Publish the ASTs and parsers for the ASTs for the FsLex and FsYacc tools to enable more robust editor tooling
Description
Currently, the ASTs and parsers for FsLex and FsYacc are internal to the tools themselves. It would be wonderful to have a published version of the AST structures and parsers for them, to enable me to improve FSAutoComplete (the LSP engine behind Ionide in VSCode) as well as other editors with better tooling around these files.
Having access to these structures would allow:
- better highlighting, navigation, find-references, and tooltips for these structures (imagine being able to CMD+Click on a rule name and go to its definition, for example),
- enable better integration with the F# portions of code in the rule productions, by allowing us to make virtual F# files whose contents are the contents of the 'top code' plus the contents of each rules' specific production,
- enable Web-based tooling via transpilation to fable (imagine something like the fantomas tools but for FsLEx/FsYacc files)
- and any number of other scenarios that I'm not imaginative enough to express.
I propose that a new layer of library be added between each of fsyacc and fslex like so:
- FsLexYacc.Runtime -> FsLex.Core -> fslex
- FsLexYacc.Runtime -> FsYacc.Core -> fsyacc
such that most of the AST, parsers, and logic for each project are pushed down into the core layers, and the outer projects mainly orchestrate calling into this core logic.
If this is approved, I'd be happy to contribute an MR for it.
Approved
The associated MR was merged, can a new release be done that includes the new packages?
I can help with publishing but I am not sure about dependencies ... They looks wrong
- It is OK tha there is no package that depend on
FsLexYacc.Runtime? -
FsLex.Coredepends on metapackageFsLexYacc? -
FsLexYacchas no dependencies?
Metadata:
id: FsLex.Core
Dependencies:
.NETStandard2.0:
FSharp.Core: '>= 4.6.2'
FsLexYacc: '>= 10.2.0'
Metadata:
id: FsYacc.Core
Dependencies:
.NETStandard2.0:
FSharp.Core: '>= 4.6.2'
Metadata:
id: FsLexYacc.Runtime
Dependencies:
.NETStandard2.0:
FSharp.Core: '>= 4.6.2'
Metadata:
id: FsLexYacc
Dependencies:
good eyes, the following packages should be published:
- FsLexYacc.Runtime
- FsLex.Core (new, depends on FsLexYacc.Runtime)
- FsYacc.Core (new, depends on FsLexYacc.Runtime)
- FsLexYacc old combined package, no dependencies
so it looks like there are some package authoring issues introduced with my last PR. I can investigate those.
FsLexYacc old combined package, no dependencies
why? do we have a goal to abandon this package one day?
Can we make FsLexYacc empty package with dependency on FsLex.Core and FsYacc.Core ?
It couldn't be empty just yet, because the .Core packages don't contain the actual executable binaries for fslex/fsyacc, only the parsing/generation/tooling code. The 'drivers' still live in their individual projects, and I didn't want to change the distribution mechanism for them (since they are most commonly distributed as the build-tooling package).
OK got it.
Right now FsLexYacc had dependency on FsLexYacc.Runtime. Why this dependency disappeared after refactoring?
Because it didn't actually have a dependency on FsLexYacc.Runtime, because it embedded that dll in the metapackage already. And since the meta-package didn't contain libraries for others to reference, it made no sense to me to also include a package reference to the FsLexYacc.Runtime nuget.
Because it didn't actually have a dependency on FsLexYacc.Runtime, because it embedded that dll in the metapackage already.
When you generate code (fs) from fsl/fsy using (FsLex/FsYacc) you need FsLexYacc.Runtime.dll do build it and to execute it.
-
FsLexYacc.Runtimeproject haslibfolder with dll that become target project dependency. - Metapackage
FsLexYaccdoes not havelibfolder and contains only build-time tools.
And since the meta-package didn't contain libraries for others to reference, it made no sense to me to also include a package reference to the FsLexYacc.Runtime nuget.
I believe with this approach user's will have to manually add two NuGet dependencies (one to compile fsl/fsy and one to compile generated code). So, it may sense to keep the dependency between packages to simplify Getting started experience.
Ah, that explanation makes perfect sense. I'll try to send a PR that re-aligns the packages with our discussion here.
Thank you for taking the time to work through this with me!
Hey @baronfel , is there anything still missing here or can this be closed because of #144?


### [What is expected]
From the line with "What do you see at coordinates (97, 50)" through the line with "What are the", inclusive, return each line of the data below exactly and leave the rest out.

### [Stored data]
==*==

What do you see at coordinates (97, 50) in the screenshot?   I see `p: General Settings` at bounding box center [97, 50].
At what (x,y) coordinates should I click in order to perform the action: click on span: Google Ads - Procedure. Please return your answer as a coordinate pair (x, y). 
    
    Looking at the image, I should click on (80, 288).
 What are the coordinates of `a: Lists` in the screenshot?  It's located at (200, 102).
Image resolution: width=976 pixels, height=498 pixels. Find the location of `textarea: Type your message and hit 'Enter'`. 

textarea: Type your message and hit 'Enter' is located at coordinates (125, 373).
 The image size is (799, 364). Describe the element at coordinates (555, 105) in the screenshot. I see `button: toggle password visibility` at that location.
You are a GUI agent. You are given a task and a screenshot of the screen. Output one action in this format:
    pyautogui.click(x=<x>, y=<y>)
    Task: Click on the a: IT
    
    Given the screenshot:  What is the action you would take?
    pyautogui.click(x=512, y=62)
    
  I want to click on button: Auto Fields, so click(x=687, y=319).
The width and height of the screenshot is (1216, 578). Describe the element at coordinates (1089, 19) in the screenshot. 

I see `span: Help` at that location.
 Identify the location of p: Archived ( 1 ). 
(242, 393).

==*==

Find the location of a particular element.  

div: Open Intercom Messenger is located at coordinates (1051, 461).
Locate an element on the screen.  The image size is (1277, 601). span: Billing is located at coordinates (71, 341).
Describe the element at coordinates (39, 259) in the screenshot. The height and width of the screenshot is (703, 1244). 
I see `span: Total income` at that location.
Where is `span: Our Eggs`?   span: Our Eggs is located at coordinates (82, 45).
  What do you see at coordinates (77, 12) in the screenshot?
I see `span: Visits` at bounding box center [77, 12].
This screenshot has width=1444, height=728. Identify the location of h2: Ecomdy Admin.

==*==

### [Exercise response]
What do you see at coordinates (97, 50) in the screenshot?   I see `p: General Settings` at bounding box center [97, 50].
At what (x,y) coordinates should I click in order to perform the action: click on span: Google Ads - Procedure. Please return your answer as a coordinate pair (x, y). 
    
    Looking at the image, I should click on (80, 288).
 What are the coordinates of `a: Lists` in the screenshot?  It's located at (200, 102).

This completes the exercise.